Small businesses worldwide were hit hard by the COVID-19 pandemic, and Australia was no exception. Derailed by physical location closures and the trepidations of consumers, shopkeepers and entrepreneurs nationwide were forced nearly overnight to rewrite and recreate their business models to meet the rarified needs of the time.
Some firms have done better than others at bridging the digital divide and upgrading their services to be more accessible to consumers. The Australian digital commerce landscape, PYMNTS’ panel of experts agreed, has advanced about 10 years over the last 18 months.
‘We’ve seen this absolute turbocharging of the transition to digital, and businesses that weren’t really ready were left scrambling. And they’ve undergone a decade of transformation in an incredibly short period of time. For many of them, it felt like there was this digital revolution that arrived overnight,” Ana Marinkovic, executive general manager, business direct and small business at NAB, noted in the recent PYMNTS panel discussion.
Other commentators included Linda Minassian, managing director APAC at Pollinate; Joshua Harrison, VP of hospitality, APAC at Lightspeed HQ; and Simone Joyce, CEO and founder at Paypa Plane and chairperson of FinTech Australia.
This rapid shift to digital, Pollinate’s Minassian noted, isn’t the only big shift in the Australian environment. As central business districts have shut down, city high streets have become ghost towns as homebound consumers have shifted to their local shops and become quite loyal to them. According to the PYMNTS panel of experts, some 51 percent now report that “they are more likely to shop local as a result of the pandemic, which is driving further loyalty in their local community. And that’s more true in Australia than in any of the other areas [PYMNTS] surveyed.”
The landscape for small businesses Down Under is a challenging one, the panel agreed, but it is also one that is laden with opportunity – particularly for small firms that, after a year-plus of scrambling, are ready to carry on in their digital journeys and “think big” about how they want to connect with consumers going forward. A recent collaboration between PYMNTS and Pollinate details how small businesses can provide local loyalty programs to boost conversion.
The New Checklist
The progress in the Australian market is remarkable in many ways, the panel agreed, with some nine out of 10 small businesses now having some sort of web presence, with the progress being unevenly distributed. While many SMBs have taken the great digital dive and are growing and thriving as a result, sadly, just as many are still struggling in survival mode.
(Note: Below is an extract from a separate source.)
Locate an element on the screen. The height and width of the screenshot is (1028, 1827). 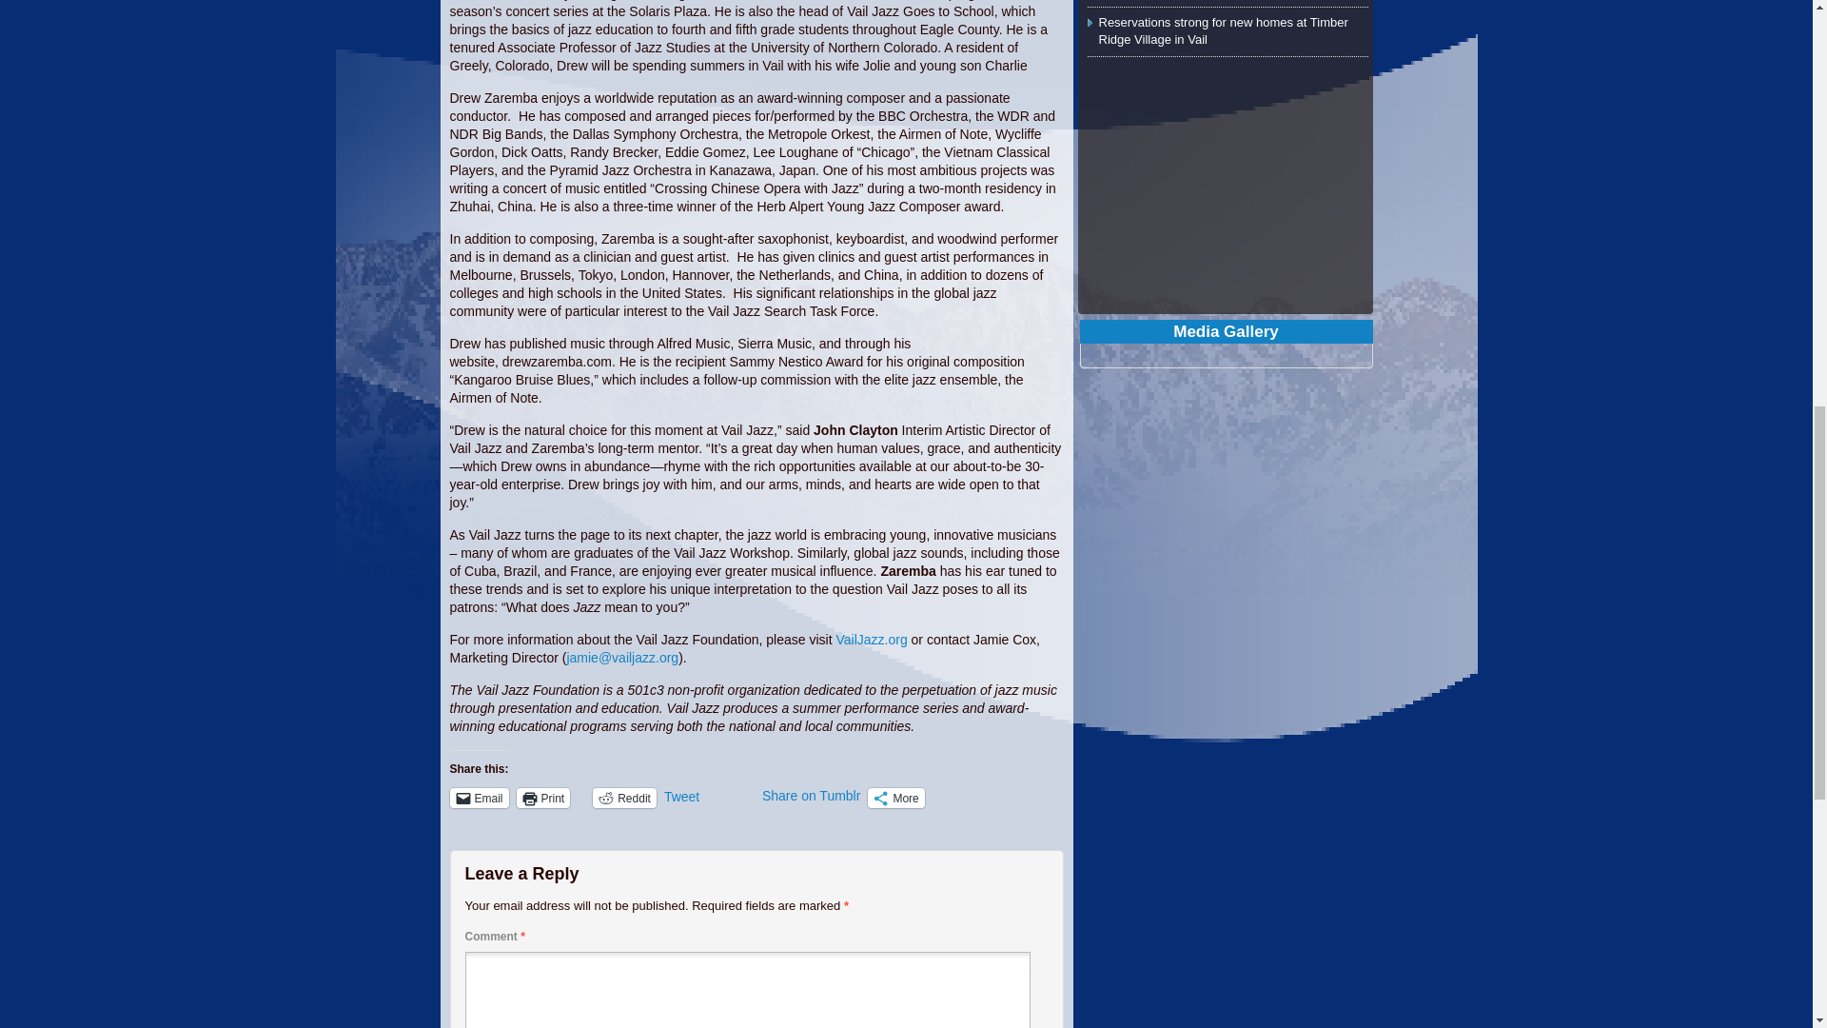
Click to print is located at coordinates (543, 797).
It’s almost like there is a two-speed economy in place, Marinkovic noted, with the challenge being to bring everyone up to speed.
The good news, Joyce observed, is that the ball is definitely rolling, and the opportunity to do more is rapidly rising. “The majority of our businesses are getting a website now, and we’re starting to have an online shopping cart, but just around the corner, we’ve also got the consumer data,” Joyce said. “That’s going to bring more tools to the arsenal to help understand loyalty and how a business can connect with its customers.”
But more tools are not enough to rebuild small merchants’ approach to the digital economy – the merchants themselves must be ready for those incoming tools.
And as Lightspeed’s Harrison noted, merchants have a lot going on at present, as they are plagued by labor shortages as so many of their former workers have departed the market just as they are looking to reopen their physical operations. They don’t have the time or bandwidth to take on heavy tech integrations, no matter how much they might eventually improve their businesses. What small merchants need from their high-tech solutions, he noted, are “plug and play” options that are ready to go on day one, or close to it.
“It’s about how we build that emerging technology into the business. Because there is now a huge reliance on technology, and you can’t just throw people at it,” Harrison said, noting that merchants have had the “lightbulb moment” when it comes to technology’s power to unlock new connections and opportunities. They need tech products that sync smoothly and simply into their operations, he noted.
Diving Into The Data
As Pollinate’s Minassian noted, merchants aren’t inherently interested in data – they’re interested in making coffee, or selling pants, or baking, or whatever they went into business to do. For them, managing data has not been so much a business growth priority as a “hygiene issue.”
“Data is another example of where, as a community ecosystem, we really need to support those businesses from a policy perspective and help them understand how they can harness those technologies to make data work for them,” she said.
That’s where the next big opportunity exists in the SMB digital journey, Marinkovic noted, as they attempt to bridge the gap between the firms that are thriving and those that are merely surviving. Because data is life for SMBs, she said, in myriad ways – from cash flow management to inventory to customer outreach.
That doesn’t mean they need to take on becoming data scientists, but it does mean they will need to work with trusted third-party organizations like banks to get the clearer perspective that strong data reserves can provide.
“I think that with so many businesses having an online presence, cybersecurity also comes into that conversation,” Marinkovic said. “So there are a lot of opportunities in the data space and in the SMB sector that will benefit the strongest players.”